December 11, 2001
By Susan McKenzie
Lambert Beach isn't normally so crowded at eight o'clock on a Tuesday morning: a few swimmers, a handful of joggers and, if the surf is good, a cadre of surfers are usually the sole occupants of the stretch of sand on Tortola's north coast.
This Tuesday morning, however, the beach was literally bursting with bodies, and the surf wasn't even up. Expedition BVI, the first adventure race in the British Virgin Islands, brought athletes and staff and media and even a Hummer to Lambert Beach to launch the race. Athletes and gear and kayaks and megaphones have brought this quiet beach to life.
It was a sunny start, and a rainy start. In what seems to be typical weather at this time of year, the sun was shining and the rain was falling most of the morning. But the rain was a mixed blessing, since it calmed what was supposed to be choppy surf. It will likely rain at least a few more times today, but the calm water off Lambert Beach should bode well for both the first kayak section and the initial coastaleering, a section where security and safety are pre-eminent. If the surf does get too rough, teams will be ordered to swim the section, fifty metres off shore.
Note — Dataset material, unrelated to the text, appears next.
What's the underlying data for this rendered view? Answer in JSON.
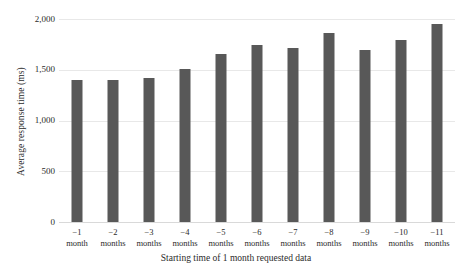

The race began (in rain and shine) with a sprint down the beach to the put-in for the kayaks. Moments after a brief blessing offered by Pastor John Klein of the New Life Church (who hoped for fair weather and a good time), race director Don Mann began the countdown. The teams tore down the beach, leaving a trail of not-so-well fastened ropes and sunglasses and hats in their wake. Some teams ran out ahead, like the New York-based Morgan Stanley, but others, like the mainly-female Athena, whose members include champion paddler Jane Hall, covered the beach in a slower paced jog, confident in their ability to make up time in the water.
The first team to hit the water was King Oscar/AdventureTraining.com, the paddling powerhouse captained by Robyn Benincasa. Within fifteen minutes, all of the teams were in the water, creating a conga line of bright yellow kayaks that weaved among the team's yachts.
The first leg of today's course is an eight mile paddle along the northern shores of Tortola to Brewer's Bay, where they will be coastaleering, a combination of swimming and scrambling along the rocky coast. Swimming is the safer option, but scrambling is generally the quicker option.
The rest of today will be spent largely on or in the water, kayaking, swimming and coastaleering, but teams will also be doing some trekking on Jost van Dyke, and a rappel down its rocky cliffs before they finish today at Foxy's Bar in Great Harbour. Teams that do not make it to Checkpoint (CP) 2 by noon will be moved into a second race category called "Adventure." They will still race, but on an abbreviated version of the original race.
The race course itself has been designed so that teams change disciplines every six hours or so.
"I wanted to design a course I would enjoy as a racer," says Ian Adamson. "Almost every race has a painful, miserable and boring death march. Expedition BVI does not." (Though the trek on Jost van Dyke will be hot and difficult, at least it won't last a day and a half.)
"This really is a different sort of race," says Team Epinephrine's Paul Romero, who is an experienced adventure racer. "It's not quite an expedition, because we'll be stopping each day, but it's not a stages race either, because there is no time cut off each day. I think that's going to make it interesting for all of us."